Canadian five-year bonds were yielding 2.12 per cent at 9:52 a.m. in Toronto, 54 basis points less than similar maturity U.S. notes. That gap could widen to more than 80 basis points, according to Briggs.

Mark Chandler, Toronto-based head of fixed-income research at RBC Capital Markets, expects the spread to stay steady in the next few quarters before widening at the end of the year and reaching as much as 85 basis points by the end of 2019.

"The U.S. is somewhat ahead of Canada on a cyclical basis," and so, at some point, Fed expectations should further surpass those for the Bank of Canada, he said.

Hike Odds

James Dutkiewicz, Toronto-based chief investment officer at Sentry Investments Inc., is skeptical the gap can get much beyond 50 basis points, which has been about the limit for most of the past 25 years.

"We are likely close to the extreme," said Mr. Dutkiewicz, whose team manages about $14-billion. "Seventy-five basis points would be my guess for how far it can go this time."

Fed funds futures indicate a March hike by the U.S. central bank is almost certain and the prospect of three full hikes for 2018 is increasingly being priced in. That would match the median projection among policy makers, yet there's a growing number of economists who expect that they could tighten as many as four times in 2018.

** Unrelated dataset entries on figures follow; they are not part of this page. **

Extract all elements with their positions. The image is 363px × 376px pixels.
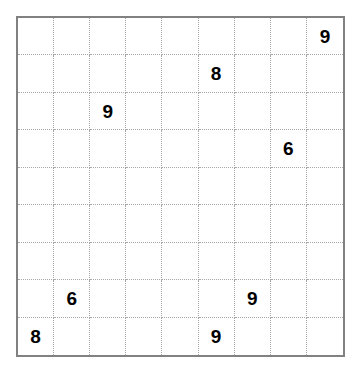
sudoku-cell-r8c2[interactable]: 6 <box>54 280 90 317</box>
sudoku-cell-r7c5[interactable] <box>162 243 198 280</box>
sudoku-cell-r3c9[interactable] <box>307 93 343 130</box>
sudoku-cell-r8c5[interactable] <box>162 280 198 317</box>
sudoku-cell-r7c9[interactable] <box>307 243 343 280</box>
sudoku-grid: 98966989 <box>16 16 345 357</box>
sudoku-cell-r7c8[interactable] <box>271 243 307 280</box>
sudoku-cell-r9c2[interactable] <box>54 318 90 355</box>
sudoku-cell-r9c7[interactable] <box>235 318 271 355</box>
sudoku-cell-r3c2[interactable] <box>54 93 90 130</box>
sudoku-cell-r6c3[interactable] <box>90 205 126 242</box>
sudoku-cell-r5c4[interactable] <box>126 168 162 205</box>
sudoku-cell-r3c1[interactable] <box>18 93 54 130</box>
sudoku-cell-r4c7[interactable] <box>235 130 271 167</box>
sudoku-cell-r8c4[interactable] <box>126 280 162 317</box>
sudoku-cell-value: 9 <box>247 289 258 308</box>
sudoku-cell-value: 9 <box>211 327 222 346</box>
sudoku-cell-r3c6[interactable] <box>199 93 235 130</box>
sudoku-cell-r4c5[interactable] <box>162 130 198 167</box>
sudoku-cell-r9c3[interactable] <box>90 318 126 355</box>
sudoku-cell-r3c8[interactable] <box>271 93 307 130</box>
sudoku-cell-r5c5[interactable] <box>162 168 198 205</box>
sudoku-cell-r2c8[interactable] <box>271 55 307 92</box>
sudoku-cell-r2c7[interactable] <box>235 55 271 92</box>
sudoku-cell-value: 6 <box>283 139 294 158</box>
sudoku-cell-r7c1[interactable] <box>18 243 54 280</box>
sudoku-cell-r6c4[interactable] <box>126 205 162 242</box>
sudoku-cell-r4c8[interactable]: 6 <box>271 130 307 167</box>
sudoku-cell-r7c4[interactable] <box>126 243 162 280</box>
sudoku-cell-value: 9 <box>320 27 331 46</box>
sudoku-cell-r4c1[interactable] <box>18 130 54 167</box>
sudoku-cell-r9c8[interactable] <box>271 318 307 355</box>
sudoku-cell-r1c9[interactable]: 9 <box>307 18 343 55</box>
sudoku-cell-r9c5[interactable] <box>162 318 198 355</box>
sudoku-cell-r4c6[interactable] <box>199 130 235 167</box>
sudoku-cell-r1c7[interactable] <box>235 18 271 55</box>
sudoku-cell-value: 6 <box>66 289 77 308</box>
sudoku-cell-r3c4[interactable] <box>126 93 162 130</box>
sudoku-cell-r6c5[interactable] <box>162 205 198 242</box>
sudoku-cell-r4c9[interactable] <box>307 130 343 167</box>
sudoku-cell-r5c3[interactable] <box>90 168 126 205</box>
sudoku-grid-cells: 98966989 <box>18 18 343 355</box>
sudoku-cell-r1c5[interactable] <box>162 18 198 55</box>
sudoku-cell-r7c2[interactable] <box>54 243 90 280</box>
sudoku-cell-r5c8[interactable] <box>271 168 307 205</box>
sudoku-cell-r2c2[interactable] <box>54 55 90 92</box>
sudoku-cell-r4c2[interactable] <box>54 130 90 167</box>
sudoku-cell-r2c9[interactable] <box>307 55 343 92</box>
sudoku-cell-r5c1[interactable] <box>18 168 54 205</box>
sudoku-cell-r8c6[interactable] <box>199 280 235 317</box>
sudoku-cell-value: 9 <box>102 102 113 121</box>
sudoku-cell-r9c9[interactable] <box>307 318 343 355</box>
sudoku-cell-r5c7[interactable] <box>235 168 271 205</box>
sudoku-cell-r2c5[interactable] <box>162 55 198 92</box>
sudoku-cell-r6c6[interactable] <box>199 205 235 242</box>
sudoku-cell-r4c3[interactable] <box>90 130 126 167</box>
sudoku-cell-r1c2[interactable] <box>54 18 90 55</box>
sudoku-cell-r3c3[interactable]: 9 <box>90 93 126 130</box>
sudoku-cell-r9c6[interactable]: 9 <box>199 318 235 355</box>
sudoku-cell-r6c9[interactable] <box>307 205 343 242</box>
sudoku-cell-value: 8 <box>211 64 222 83</box>
sudoku-cell-r5c9[interactable] <box>307 168 343 205</box>
sudoku-cell-r7c6[interactable] <box>199 243 235 280</box>
sudoku-cell-r2c3[interactable] <box>90 55 126 92</box>
sudoku-cell-r4c4[interactable] <box>126 130 162 167</box>
sudoku-cell-r5c2[interactable] <box>54 168 90 205</box>
sudoku-cell-r6c1[interactable] <box>18 205 54 242</box>
sudoku-cell-r7c7[interactable] <box>235 243 271 280</box>
sudoku-cell-r1c6[interactable] <box>199 18 235 55</box>
sudoku-cell-r3c5[interactable] <box>162 93 198 130</box>
sudoku-cell-r9c1[interactable]: 8 <box>18 318 54 355</box>
sudoku-cell-r1c1[interactable] <box>18 18 54 55</box>
sudoku-cell-r8c3[interactable] <box>90 280 126 317</box>
sudoku-cell-r6c7[interactable] <box>235 205 271 242</box>
sudoku-cell-r6c2[interactable] <box>54 205 90 242</box>
sudoku-cell-r2c6[interactable]: 8 <box>199 55 235 92</box>
sudoku-cell-r2c4[interactable] <box>126 55 162 92</box>
sudoku-cell-r1c3[interactable] <box>90 18 126 55</box>
sudoku-cell-r2c1[interactable] <box>18 55 54 92</box>
sudoku-cell-r7c3[interactable] <box>90 243 126 280</box>
sudoku-cell-r8c8[interactable] <box>271 280 307 317</box>
sudoku-cell-r8c9[interactable] <box>307 280 343 317</box>
sudoku-cell-r3c7[interactable] <box>235 93 271 130</box>
sudoku-cell-value: 8 <box>30 327 41 346</box>
sudoku-cell-r8c7[interactable]: 9 <box>235 280 271 317</box>
puzzle-root: 98966989 <box>0 0 363 376</box>
sudoku-cell-r8c1[interactable] <box>18 280 54 317</box>
sudoku-cell-r1c8[interactable] <box>271 18 307 55</box>
sudoku-cell-r6c8[interactable] <box>271 205 307 242</box>
sudoku-cell-r9c4[interactable] <box>126 318 162 355</box>
sudoku-cell-r1c4[interactable] <box>126 18 162 55</box>
sudoku-cell-r5c6[interactable] <box>199 168 235 205</box>
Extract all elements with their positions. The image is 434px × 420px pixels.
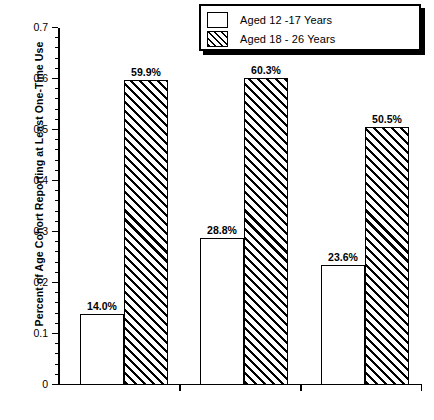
y-minor-tick: [55, 262, 59, 263]
y-minor-tick: [55, 353, 59, 354]
y-tick-0: 0: [52, 384, 58, 386]
bar-value-label: 50.5%: [372, 113, 402, 125]
y-tick-0.5: 0.5: [52, 129, 58, 131]
x-tick-separator: [421, 385, 423, 391]
bar-value-label: 60.3%: [251, 64, 281, 76]
bar-1955-61-aged-12-17: 14.0%: [80, 314, 124, 385]
y-minor-tick: [55, 200, 59, 201]
y-minor-tick: [55, 98, 59, 99]
bar-value-label: 59.9%: [131, 66, 161, 78]
y-minor-tick: [55, 88, 59, 89]
plot-area: 0 0.1 0.2 0.3 0.4 0.5 0.6 0.7: [58, 28, 422, 385]
y-minor-tick: [55, 323, 59, 324]
y-minor-tick: [55, 313, 59, 314]
y-minor-tick: [55, 149, 59, 150]
white-square-icon: [207, 12, 228, 28]
y-minor-tick: [55, 251, 59, 252]
y-minor-tick: [55, 221, 59, 222]
y-minor-tick: [55, 211, 59, 212]
legend-label: Aged 12 -17 Years: [240, 14, 332, 26]
y-minor-tick: [55, 109, 59, 110]
y-minor-tick: [55, 190, 59, 191]
bar-value-label: 14.0%: [87, 300, 117, 312]
x-tick-separator: [179, 385, 181, 391]
bar-value-label: 23.6%: [328, 251, 358, 263]
y-minor-tick: [55, 364, 59, 365]
chart-figure: Aged 12 -17 Years Aged 18 - 26 Years Per…: [0, 0, 434, 420]
y-tick-0.6: 0.6: [52, 78, 58, 80]
y-minor-tick: [55, 241, 59, 242]
y-minor-tick: [55, 58, 59, 59]
y-minor-tick: [55, 139, 59, 140]
bar-1955-61-aged-18-26: 59.9%: [124, 80, 168, 386]
y-minor-tick: [55, 37, 59, 38]
y-minor-tick: [55, 343, 59, 344]
y-minor-tick: [55, 170, 59, 171]
y-minor-tick: [55, 302, 59, 303]
y-axis-line: [58, 28, 60, 385]
y-tick-0.4: 0.4: [52, 180, 58, 182]
y-tick-0.7: 0.7: [52, 27, 58, 29]
y-minor-tick: [55, 68, 59, 69]
y-tick-0.1: 0.1: [52, 333, 58, 335]
y-minor-tick: [55, 160, 59, 161]
y-tick-0.3: 0.3: [52, 231, 58, 233]
y-minor-tick: [55, 119, 59, 120]
y-tick-0.2: 0.2: [52, 282, 58, 284]
bar-1968-73-aged-12-17: 23.6%: [321, 265, 365, 385]
bar-value-label: 28.8%: [207, 224, 237, 236]
legend-item-aged-12-17: Aged 12 -17 Years: [207, 10, 413, 29]
bar-1962-67-aged-18-26: 60.3%: [244, 78, 288, 386]
bar-1968-73-aged-18-26: 50.5%: [365, 127, 409, 385]
y-minor-tick: [55, 272, 59, 273]
y-minor-tick: [55, 374, 59, 375]
y-minor-tick: [55, 47, 59, 48]
y-minor-tick: [55, 292, 59, 293]
x-tick-separator: [300, 385, 302, 391]
bar-1962-67-aged-12-17: 28.8%: [200, 238, 244, 385]
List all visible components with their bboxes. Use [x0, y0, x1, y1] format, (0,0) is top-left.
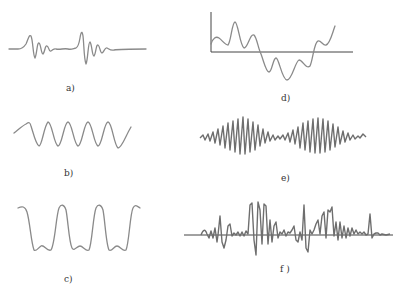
label-b: b)	[64, 168, 73, 178]
label-d: d)	[281, 93, 290, 103]
panel-e: e)	[200, 110, 407, 200]
label-c: c)	[64, 274, 73, 284]
panel-f: f )	[190, 190, 407, 296]
label-f: f )	[280, 264, 290, 274]
waveform-e	[200, 110, 407, 200]
waveform-b	[0, 100, 200, 195]
panel-c: c)	[0, 190, 200, 296]
panel-b: b)	[0, 100, 200, 195]
waveform-a	[0, 0, 200, 100]
label-e: e)	[281, 173, 290, 183]
panel-d: d)	[200, 0, 407, 110]
panel-a: a)	[0, 0, 200, 100]
chart-f	[190, 190, 407, 296]
chart-d	[200, 0, 407, 110]
waveform-c	[0, 190, 200, 296]
label-a: a)	[66, 83, 75, 93]
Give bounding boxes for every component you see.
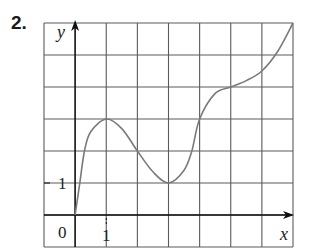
y-axis-label: y xyxy=(55,22,65,42)
y-tick-label-1: 1 xyxy=(58,174,67,193)
origin-label: 0 xyxy=(58,223,67,242)
x-axis-label: x xyxy=(279,224,288,244)
function-graph: y x 0 1 1 xyxy=(0,0,312,251)
grid-lines xyxy=(44,23,293,247)
x-tick-label-1: 1 xyxy=(102,226,111,245)
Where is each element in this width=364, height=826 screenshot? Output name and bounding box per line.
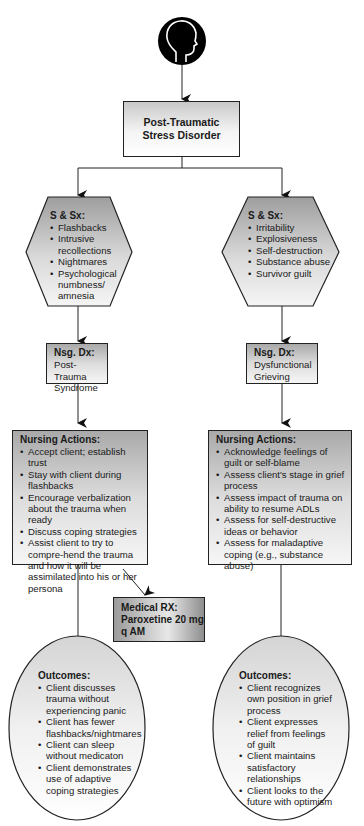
outcome-item: Client maintains satisfactory relationsh… [239, 750, 335, 784]
symptom-item: Explosiveness [248, 233, 338, 244]
symptom-item: Survivor guilt [248, 268, 338, 279]
right-nursing-diagnosis-box: Nsg. Dx: Dysfunctional Grieving [246, 343, 318, 384]
right-outcomes-header: Outcomes: [239, 670, 335, 682]
outcome-item: Client recognizes own position in grief … [239, 682, 335, 716]
symptom-item: Psychological numbness/ amnesia [50, 268, 132, 302]
ptsd-care-map: Post-Traumatic Stress Disorder S & Sx: F… [0, 0, 364, 826]
right-nursing-actions-box: Nursing Actions: Acknowledge feelings of… [208, 430, 352, 565]
action-item: Assess impact of trauma on ability to re… [216, 492, 347, 515]
symptom-item: Irritability [248, 222, 338, 233]
left-outcomes-header: Outcomes: [38, 670, 138, 682]
action-item: Encourage verbalization about the trauma… [20, 492, 143, 526]
symptom-item: Self-destruction [248, 245, 338, 256]
outcome-item: Client expresses relief from feelings of… [239, 716, 335, 750]
outcome-item: Client discusses trauma without experien… [38, 682, 138, 716]
symptom-item: Flashbacks [50, 222, 132, 233]
action-item: Assist client to try to compre-hend the … [20, 537, 143, 594]
symptom-item: Substance abuse [248, 256, 338, 267]
outcome-item: Client demonstrates use of adaptive copi… [38, 762, 138, 796]
medical-rx-text: Paroxetine 20 mg q AM [121, 614, 204, 638]
left-nsg-dx-header: Nsg. Dx: [54, 347, 107, 359]
left-nursing-diagnosis-box: Nsg. Dx: Post-Trauma Syndrome [46, 343, 108, 384]
right-symptoms-header: S & Sx: [248, 210, 338, 222]
left-actions-header: Nursing Actions: [20, 434, 143, 446]
action-item: Assess for maladaptive coping (e.g., sub… [216, 537, 347, 571]
action-item: Accept client; establish trust [20, 446, 143, 469]
action-item: Discuss coping strategies [20, 526, 143, 537]
left-outcomes: Outcomes: Client discusses trauma withou… [38, 670, 138, 796]
medical-rx-header: Medical RX: [121, 602, 204, 614]
outcome-item: Client looks to the future with optimism [239, 785, 335, 808]
outcome-item: Client has fewer flashbacks/nightmares [38, 716, 138, 739]
root-diagnosis-box: Post-Traumatic Stress Disorder [123, 101, 240, 157]
symptom-item: Intrusive recollections [50, 233, 132, 256]
left-symptoms: S & Sx: Flashbacks Intrusive recollectio… [50, 210, 132, 302]
right-symptoms: S & Sx: Irritability Explosiveness Self-… [248, 210, 338, 279]
right-outcomes: Outcomes: Client recognizes own position… [239, 670, 335, 807]
right-nsg-dx-text: Dysfunctional Grieving [254, 359, 317, 382]
head-profile-icon [158, 17, 206, 65]
left-symptoms-header: S & Sx: [50, 210, 132, 222]
left-nsg-dx-text: Post-Trauma Syndrome [54, 359, 107, 394]
right-actions-header: Nursing Actions: [216, 434, 347, 446]
left-nursing-actions-box: Nursing Actions: Accept client; establis… [12, 430, 148, 565]
action-item: Stay with client during flashbacks [20, 469, 143, 492]
symptom-item: Nightmares [50, 256, 132, 267]
action-item: Acknowledge feelings of guilt or self-bl… [216, 446, 347, 469]
action-item: Assess client's stage in grief process [216, 469, 347, 492]
medical-rx-box: Medical RX: Paroxetine 20 mg q AM [113, 597, 205, 642]
action-item: Assess for self-destructive ideas or beh… [216, 514, 347, 537]
outcome-item: Client can sleep without medicaton [38, 739, 138, 762]
right-nsg-dx-header: Nsg. Dx: [254, 347, 317, 359]
root-title: Post-Traumatic Stress Disorder [130, 116, 233, 142]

In Canada, swaps traders expect the central bank to increase rates two or three times more this year after tightening policy in January for the third time in six months. But the Bank of Canada may prefer to see the Canadian dollar weaker than near $1.25 per greenback to protect the country's competitiveness, according to Franklin Bissett's Briggs.

"There's a lot of headwinds and a lot of uncertainty," he said. "The market is saying: Well, you gotta hike rates. But the Bank of Canada is more likely to take its time, if it needs to hike rates at all."